Topp tucked one hand behind his head, the movement defining the strong curve of his arm. A lazy grin slid across his face. “Come back to bed, Parker.”
Elysia acted as though she hadn’t heard him, sticking her feet into her boots.
“Seriously? Lys, you can’t go walking around Relaclave right now. The only people awake are the kind who would wear your skin as a coat.”
She stopped in the doorway, twisting so she could see him. “You’re a sick man, Topp Blatz.”
She heard the soft thud of his bare feet on the floor. A breath later, warm hands captured her face and green eyes drilled down into hers.
“I don’t like it.”
“Then quit snoring like a cressin.”
“A cressin?”
She tipped her head at the stack of books behind him. “I was reading your book on the creatures that used to live here. Before the Fall.”
His cheeks lifted and he shook his head, burying his lips into her hair. “That book was supposed to be burned with all the rest.”
She pulled away, moving out into the hall. “I can keep a secret.”
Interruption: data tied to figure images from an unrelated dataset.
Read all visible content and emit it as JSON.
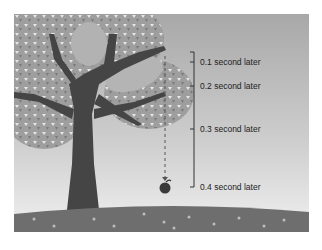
{
  "figure": {
    "type": "illustration",
    "colors": {
      "sky_top": "#a9a9a9",
      "sky_bottom": "#ededed",
      "ground": "#6f6f6f",
      "trunk": "#454545",
      "foliage": "#9c9c9c",
      "apple": "#3a3a3a",
      "bracket": "#333333"
    },
    "time_markers": [
      {
        "label": "0.1 second later",
        "y": 62
      },
      {
        "label": "0.2 second later",
        "y": 86
      },
      {
        "label": "0.3 second later",
        "y": 129
      },
      {
        "label": "0.4 second later",
        "y": 187
      }
    ]
  }
}
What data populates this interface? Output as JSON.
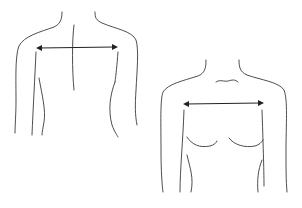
{
  "diagram": {
    "type": "measurement-illustration",
    "figures": [
      {
        "id": "back-view",
        "measurement": "shoulder-width"
      },
      {
        "id": "front-view",
        "measurement": "shoulder-width"
      }
    ],
    "colors": {
      "background": "#ffffff",
      "line": "#3a3a3a",
      "arrow": "#222222"
    }
  }
}
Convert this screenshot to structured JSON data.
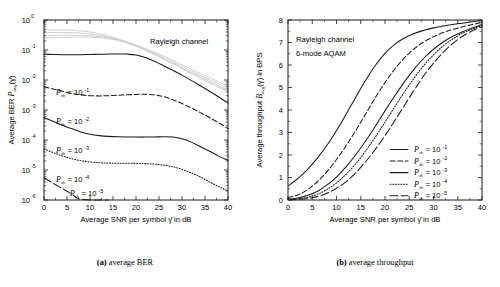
{
  "figure": {
    "panels": [
      {
        "id": "a",
        "caption_tag": "(a)",
        "caption_text": " average BER",
        "annotations": [
          "Rayleigh channel"
        ],
        "chart_data": {
          "type": "line",
          "title": "",
          "xlabel": "Average SNR per symbol γ̄  in dB",
          "ylabel": "Average BER Pₐᵥᵍ(γ̄)",
          "xlim": [
            0,
            40
          ],
          "ylim": [
            1e-06,
            1
          ],
          "yscale": "log",
          "grid": false,
          "xticks": [
            0,
            5,
            10,
            15,
            20,
            25,
            30,
            35,
            40
          ],
          "xticklabels": [
            "0",
            "5",
            "10",
            "15",
            "20",
            "25",
            "30",
            "35",
            "40"
          ],
          "yticks": [
            1,
            0.1,
            0.01,
            0.001,
            0.0001,
            1e-05,
            1e-06
          ],
          "yticklabels": [
            "10^0",
            "10^-1",
            "10^-2",
            "10^-3",
            "10^-4",
            "10^-5",
            "10^-6"
          ],
          "legend_position": "inline-labels",
          "series": [
            {
              "name": "Pth = 10^-1",
              "label_base": "P",
              "label_sub": "th",
              "label_eq": "= 10",
              "label_exp": "-1",
              "style": "solid",
              "x": [
                0,
                2,
                4,
                6,
                8,
                10,
                12,
                14,
                16,
                18,
                20,
                22,
                24,
                26,
                28,
                30,
                32,
                34,
                36,
                38,
                40
              ],
              "y": [
                0.072,
                0.071,
                0.07,
                0.07,
                0.07,
                0.071,
                0.072,
                0.073,
                0.074,
                0.073,
                0.068,
                0.056,
                0.042,
                0.03,
                0.021,
                0.0145,
                0.0097,
                0.0064,
                0.0042,
                0.0027,
                0.0017
              ]
            },
            {
              "name": "Pth = 10^-2",
              "label_base": "P",
              "label_sub": "th",
              "label_eq": "= 10",
              "label_exp": "-2",
              "style": "dashed",
              "x": [
                0,
                2,
                4,
                6,
                8,
                10,
                12,
                14,
                16,
                18,
                20,
                22,
                24,
                26,
                28,
                30,
                32,
                34,
                36,
                38,
                40
              ],
              "y": [
                0.006,
                0.005,
                0.0042,
                0.0036,
                0.0032,
                0.003,
                0.00295,
                0.003,
                0.0031,
                0.0032,
                0.0033,
                0.00335,
                0.0032,
                0.0028,
                0.0022,
                0.00165,
                0.00118,
                0.00082,
                0.00056,
                0.00037,
                0.00024
              ]
            },
            {
              "name": "Pth = 10^-3",
              "label_base": "P",
              "label_sub": "th",
              "label_eq": "= 10",
              "label_exp": "-3",
              "style": "solid",
              "x": [
                0,
                2,
                4,
                6,
                8,
                10,
                12,
                14,
                16,
                18,
                20,
                22,
                24,
                26,
                28,
                30,
                32,
                34,
                36,
                38,
                40
              ],
              "y": [
                0.00056,
                0.00042,
                0.00031,
                0.00024,
                0.000185,
                0.000155,
                0.00014,
                0.000132,
                0.000128,
                0.000126,
                0.000125,
                0.000125,
                0.000126,
                0.000128,
                0.000125,
                0.00011,
                8.5e-05,
                6e-05,
                4.2e-05,
                2.9e-05,
                2.1e-05
              ]
            },
            {
              "name": "Pth = 10^-4",
              "label_base": "P",
              "label_sub": "th",
              "label_eq": "= 10",
              "label_exp": "-4",
              "style": "dotted",
              "x": [
                0,
                2,
                4,
                6,
                8,
                10,
                12,
                14,
                16,
                18,
                20,
                22,
                24,
                26,
                28,
                30,
                32,
                34,
                36,
                38,
                40
              ],
              "y": [
                5e-05,
                3.8e-05,
                2.95e-05,
                2.4e-05,
                2.05e-05,
                1.85e-05,
                1.75e-05,
                1.7e-05,
                1.68e-05,
                1.67e-05,
                1.66e-05,
                1.63e-05,
                1.57e-05,
                1.45e-05,
                1.28e-05,
                1.05e-05,
                8e-06,
                5.8e-06,
                4e-06,
                2.8e-06,
                2e-06
              ]
            },
            {
              "name": "Pth = 10^-5",
              "label_base": "P",
              "label_sub": "th",
              "label_eq": "= 10",
              "label_exp": "-5",
              "style": "longdash",
              "x": [
                0,
                2,
                4,
                6,
                8,
                10,
                12,
                14
              ],
              "y": [
                5.5e-06,
                3.6e-06,
                2.4e-06,
                1.6e-06,
                1.05e-06,
                7e-07,
                4.6e-07,
                1e-06
              ]
            }
          ]
        }
      },
      {
        "id": "b",
        "caption_tag": "(b)",
        "caption_text": " average throughput",
        "annotations": [
          "Rayleigh channel",
          "6-mode AQAM"
        ],
        "chart_data": {
          "type": "line",
          "title": "",
          "xlabel": "Average SNR per symbol γ̄  in dB",
          "ylabel": "Average throughput Bₐᵥᵍ(γ̄) in BPS",
          "xlim": [
            0,
            40
          ],
          "ylim": [
            0,
            8
          ],
          "yscale": "linear",
          "grid": false,
          "xticks": [
            0,
            5,
            10,
            15,
            20,
            25,
            30,
            35,
            40
          ],
          "xticklabels": [
            "0",
            "5",
            "10",
            "15",
            "20",
            "25",
            "30",
            "35",
            "40"
          ],
          "yticks": [
            0,
            1,
            2,
            3,
            4,
            5,
            6,
            7,
            8
          ],
          "yticklabels": [
            "0",
            "1",
            "2",
            "3",
            "4",
            "5",
            "6",
            "7",
            "8"
          ],
          "legend_position": "lower-right",
          "series": [
            {
              "name": "Pth = 10^-1",
              "label_base": "P",
              "label_sub": "th",
              "label_eq": "= 10",
              "label_exp": "-1",
              "style": "solid",
              "x": [
                0,
                2,
                4,
                6,
                8,
                10,
                12,
                14,
                16,
                18,
                20,
                22,
                24,
                26,
                28,
                30,
                32,
                34,
                36,
                38,
                40
              ],
              "y": [
                0.62,
                0.95,
                1.35,
                1.85,
                2.42,
                3.08,
                3.82,
                4.58,
                5.32,
                5.98,
                6.52,
                6.92,
                7.2,
                7.4,
                7.54,
                7.65,
                7.73,
                7.8,
                7.86,
                7.92,
                7.97
              ]
            },
            {
              "name": "Pth = 10^-2",
              "label_base": "P",
              "label_sub": "th",
              "label_eq": "= 10",
              "label_exp": "-2",
              "style": "dashed",
              "x": [
                0,
                2,
                4,
                6,
                8,
                10,
                12,
                14,
                16,
                18,
                20,
                22,
                24,
                26,
                28,
                30,
                32,
                34,
                36,
                38,
                40
              ],
              "y": [
                0.1,
                0.22,
                0.45,
                0.8,
                1.25,
                1.8,
                2.42,
                3.1,
                3.82,
                4.55,
                5.22,
                5.82,
                6.32,
                6.72,
                7.03,
                7.26,
                7.44,
                7.58,
                7.7,
                7.8,
                7.9
              ]
            },
            {
              "name": "Pth = 10^-3",
              "label_base": "P",
              "label_sub": "th",
              "label_eq": "= 10",
              "label_exp": "-3",
              "style": "solid",
              "x": [
                0,
                2,
                4,
                6,
                8,
                10,
                12,
                14,
                16,
                18,
                20,
                22,
                24,
                26,
                28,
                30,
                32,
                34,
                36,
                38,
                40
              ],
              "y": [
                0.04,
                0.09,
                0.2,
                0.38,
                0.66,
                1.02,
                1.48,
                2.02,
                2.62,
                3.28,
                3.96,
                4.62,
                5.25,
                5.82,
                6.3,
                6.7,
                7.02,
                7.28,
                7.48,
                7.64,
                7.8
              ]
            },
            {
              "name": "Pth = 10^-4",
              "label_base": "P",
              "label_sub": "th",
              "label_eq": "= 10",
              "label_exp": "-4",
              "style": "dotted",
              "x": [
                0,
                2,
                4,
                6,
                8,
                10,
                12,
                14,
                16,
                18,
                20,
                22,
                24,
                26,
                28,
                30,
                32,
                34,
                36,
                38,
                40
              ],
              "y": [
                0.02,
                0.05,
                0.12,
                0.25,
                0.46,
                0.76,
                1.15,
                1.62,
                2.18,
                2.8,
                3.46,
                4.14,
                4.8,
                5.42,
                5.98,
                6.45,
                6.85,
                7.16,
                7.42,
                7.6,
                7.75
              ]
            },
            {
              "name": "Pth = 10^-5",
              "label_base": "P",
              "label_sub": "th",
              "label_eq": "= 10",
              "label_exp": "-5",
              "style": "longdash",
              "x": [
                0,
                2,
                4,
                6,
                8,
                10,
                12,
                14,
                16,
                18,
                20,
                22,
                24,
                26,
                28,
                30,
                32,
                34,
                36,
                38,
                40
              ],
              "y": [
                0.01,
                0.03,
                0.07,
                0.15,
                0.3,
                0.52,
                0.82,
                1.22,
                1.7,
                2.25,
                2.86,
                3.52,
                4.2,
                4.88,
                5.52,
                6.08,
                6.56,
                6.96,
                7.28,
                7.52,
                7.7
              ]
            }
          ]
        }
      }
    ]
  }
}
Topp followed her into the open doorway and caught her wrist, stopping her. His face indicated just how much he didn’t care for her gallivanting through the streets during the darkest hours of the night.
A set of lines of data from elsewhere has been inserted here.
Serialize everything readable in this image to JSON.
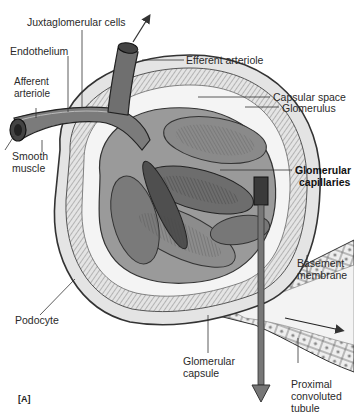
{
  "figure": {
    "panel_label": "[A]",
    "style": "grayscale pen-and-ink anatomical illustration"
  },
  "labels": {
    "juxtaglomerular_cells": "Juxtaglomerular cells",
    "endothelium": "Endothelium",
    "afferent_arteriole_l1": "Afferent",
    "afferent_arteriole_l2": "arteriole",
    "efferent_arteriole": "Efferent arteriole",
    "capsular_space": "Capsular space",
    "glomerulus": "Glomerulus",
    "smooth_muscle_l1": "Smooth",
    "smooth_muscle_l2": "muscle",
    "glomerular_capillaries_l1": "Glomerular",
    "glomerular_capillaries_l2": "capillaries",
    "basement_membrane_l1": "Basement",
    "basement_membrane_l2": "membrane",
    "podocyte": "Podocyte",
    "glomerular_capsule_l1": "Glomerular",
    "glomerular_capsule_l2": "capsule",
    "proximal_tubule_l1": "Proximal",
    "proximal_tubule_l2": "convoluted",
    "proximal_tubule_l3": "tubule"
  },
  "colors": {
    "background": "#ffffff",
    "ink": "#2a2a2a",
    "capsule_fill": "#d9d9d9",
    "capillary_fill": "#8f8f8f",
    "capillary_dark": "#555555",
    "tubule_fill": "#e6e6e6"
  }
}
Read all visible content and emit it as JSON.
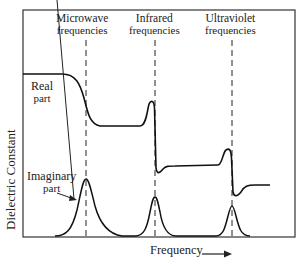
{
  "figure": {
    "y_axis_label": "Dielectric Constant",
    "x_axis_label": "Frequency",
    "x_axis_arrow": "→",
    "regions": [
      {
        "line1": "Microwave",
        "line2": "frequencies"
      },
      {
        "line1": "Infrared",
        "line2": "frequencies"
      },
      {
        "line1": "Ultraviolet",
        "line2": "frequencies"
      }
    ],
    "curves": {
      "real": {
        "line1": "Real",
        "line2": "part"
      },
      "imaginary": {
        "line1": "Imaginary",
        "line2": "part"
      }
    },
    "colors": {
      "line": "#1a1a1a",
      "background": "#ffffff"
    }
  }
}
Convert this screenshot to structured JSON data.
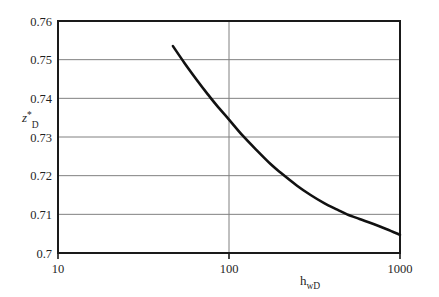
{
  "chart_data": {
    "type": "line",
    "title": "",
    "subtitle": "",
    "xlabel": "h_wD",
    "xlabel_base": "h",
    "xlabel_sub": "wD",
    "ylabel": "z*_D",
    "ylabel_base": "z",
    "ylabel_sup": "*",
    "ylabel_sub": "D",
    "xscale": "log",
    "yscale": "linear",
    "xlim": [
      10,
      1000
    ],
    "ylim": [
      0.7,
      0.76
    ],
    "grid": true,
    "grid_axis": "y-major-and-x-major",
    "legend": "none",
    "xticks": [
      10,
      100,
      1000
    ],
    "xtick_labels": [
      "10",
      "100",
      "1000"
    ],
    "yticks": [
      0.7,
      0.71,
      0.72,
      0.73,
      0.74,
      0.75,
      0.76
    ],
    "ytick_labels": [
      "0.7",
      "0.71",
      "0.72",
      "0.73",
      "0.74",
      "0.75",
      "0.76"
    ],
    "series": [
      {
        "name": "zD*",
        "color": "#111111",
        "linewidth": 2.6,
        "x": [
          47,
          55,
          65,
          75,
          85,
          100,
          120,
          145,
          175,
          200,
          250,
          300,
          360,
          430,
          490,
          580,
          700,
          830,
          1000
        ],
        "y": [
          0.7535,
          0.7491,
          0.7447,
          0.7411,
          0.7381,
          0.7345,
          0.7304,
          0.7266,
          0.723,
          0.7208,
          0.7174,
          0.715,
          0.7129,
          0.7112,
          0.71,
          0.7088,
          0.7075,
          0.7062,
          0.7047
        ]
      }
    ]
  },
  "axes": {
    "frame_color": "#1a1a1a",
    "grid_color": "#808080",
    "background": "#ffffff"
  }
}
“Send word when you get home.” He dropped her wrist gently. “Please.”
Fond exasperation colored her response. “None of the messenger kids are going to be out at this hour.”
He gestured at his bed. “One of two options, Parker. Take your pick.”
Rolling her eyes, she wiggled her fingers in a wave and disappeared.
Hours later,Elysia was safe in her flat and the dawn still had not crested. The sky remained dark with only the shadows of clouds breaking up the blackened expanse of night. Her oil lampwas near its end, the light flickering instead of steady. She sat at her desk, thumping her forehead against the pages of a book. A singular page stuck to her face and she groaned.
The stubborn desire to stay alive and out of the gallows kept her searching through the forbidden text in front of her for answers to questions she couldn’t speak aloud. Her eyes itched and blinked with red, and despite the hours searching through the book, she had come no closer to discovering the truth behind the nightly invasion of her psyche.
She wished she could leave her questions behind. Pretend her curse wasn’t changing and that her life was exactly how it had been six months ago. Her life hadn’t been perfect—not with a curse from the undead gods and a blackmailing, manipulative father, but she’d been managing. She had a plan, and it’d been working just fine. But now, everything she’d ever hoped for was about to slip through her fingers. All because her curse seemed to be growing, and she had no idea how to stop it.
Every night now, she fell into some otherworld. The dark beauty of this realm haunted her past sleep and well into the waking hours. Much like the ivy in the Lovestone Woods, the essence of the dream wound itself around her mind. It clung ferociously to her thoughts, leaving a beautiful, ominous trail that left her no choice but to follow.
And so she did. Because she couldn’t seem to not.
Elysia rubbed her eyes and stared at the ceiling. A headache was on the horizon. The muscles at the base of her skull throbbed, tired and angry. Stress and no sleep tended to have that effect. She pushed away from her desk, stepping over a pile of clothes with her thoughts still spiraling.
She had business to attend to—both Crown and personal. A miscreant of a sister who she couldn’t quite tolerate lately. And a family that expected things.
But never more than she did of herself.
Then again, maybe that wasn’t true. Her expectations sliced through her mind like a blade while theirs silently pinned her down, stealing all her breath. She rubbed her chest. At least a blade could keep you alive. You were just dead without your breath.
She was Elysia Parker, and like the long line of Parkers before her, she could shove this unnatural dream with all its dangerous questions down so far within her it might just turn into a diamond. She could, she really could... So why wasn’t she?
Because she was curious. She had always been curious.
Her virtue and her vice.
Beyond curiosity, the threat of death loomed, refusing to be ignored.
Elysia walked into the kitchen and looked inside her metal tea tin, setting it down a little too hard on the counter when she found it empty. She only had tea when she stole it from the castle, and she’d been avoiding her family like a plague.Great, no tea.Her fingers smeared her face, stretching her skin taut.